Use #define for constants. Define the struct with three int members. Initialize the array with the exact edges given.

2
Initialize distance array and start vertex
Create an integer array called dist of size V. Initialize all elements of dist to 1000000 (representing infinity). Then create an integer variable called start and set it to 0.
DSA C
Hint

Use a loop from 0 to V-1 to set dist[i] to a large number. Set dist[start] to 0.

3
Implement the Bellman Ford relaxation loop
Write a function called bellman_ford that takes no arguments.
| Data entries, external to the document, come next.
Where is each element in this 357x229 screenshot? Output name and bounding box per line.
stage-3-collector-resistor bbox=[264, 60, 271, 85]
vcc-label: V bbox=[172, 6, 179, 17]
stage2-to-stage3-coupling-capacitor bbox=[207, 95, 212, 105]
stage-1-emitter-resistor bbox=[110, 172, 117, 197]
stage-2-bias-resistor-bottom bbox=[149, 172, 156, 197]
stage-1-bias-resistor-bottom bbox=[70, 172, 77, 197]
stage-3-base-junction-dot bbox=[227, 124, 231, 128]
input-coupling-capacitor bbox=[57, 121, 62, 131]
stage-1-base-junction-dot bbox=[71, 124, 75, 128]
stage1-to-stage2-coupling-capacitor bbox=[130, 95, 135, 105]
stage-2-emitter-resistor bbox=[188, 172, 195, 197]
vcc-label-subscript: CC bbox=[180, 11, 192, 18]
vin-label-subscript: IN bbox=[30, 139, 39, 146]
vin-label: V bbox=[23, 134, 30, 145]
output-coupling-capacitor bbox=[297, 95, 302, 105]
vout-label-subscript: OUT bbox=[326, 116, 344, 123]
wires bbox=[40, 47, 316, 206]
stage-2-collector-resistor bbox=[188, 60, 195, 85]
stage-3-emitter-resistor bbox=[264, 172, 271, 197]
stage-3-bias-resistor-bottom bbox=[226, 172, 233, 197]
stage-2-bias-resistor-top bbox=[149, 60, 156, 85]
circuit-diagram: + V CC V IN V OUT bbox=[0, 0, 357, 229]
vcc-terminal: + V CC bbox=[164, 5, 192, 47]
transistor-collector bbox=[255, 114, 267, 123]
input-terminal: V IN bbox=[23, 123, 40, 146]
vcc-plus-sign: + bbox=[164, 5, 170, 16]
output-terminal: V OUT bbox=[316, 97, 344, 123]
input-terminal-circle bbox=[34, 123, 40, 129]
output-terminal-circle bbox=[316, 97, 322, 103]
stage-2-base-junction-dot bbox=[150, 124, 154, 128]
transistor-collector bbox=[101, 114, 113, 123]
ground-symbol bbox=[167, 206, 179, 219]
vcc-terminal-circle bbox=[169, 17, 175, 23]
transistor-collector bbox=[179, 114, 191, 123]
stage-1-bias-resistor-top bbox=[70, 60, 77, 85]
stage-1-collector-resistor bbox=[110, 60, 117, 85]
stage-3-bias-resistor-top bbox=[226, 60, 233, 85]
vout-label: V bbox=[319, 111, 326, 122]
Inside it, run a loop from i = 1 to V - 1. Inside this loop, run another loop from j = 0 to E - 1. For each edge, if dist[edges[j].src] + edges[j].weight < dist[edges[j].dest], update dist[edges[j].dest] to dist[edges[j].src] + edges[j].weight. Call initialize_distances() before this function.
DSA C
Hint

Use two nested loops: outer from 1 to V-1, inner from 0 to E-1. Update distances if a shorter path is found.

4
Print the shortest distances
In the main function, call bellman_ford(). Then print the shortest distances from the start vertex to all vertices in the format: Vertex X: Distance Y where X is the vertex number and Y is the distance stored in dist[X]. Use a loop from 0 to V - 1.
DSA C
Hint

Call bellman_ford() first. Then loop from 0 to V-1 and print each vertex and its distance. Print "Infinity" if distance is 1000000.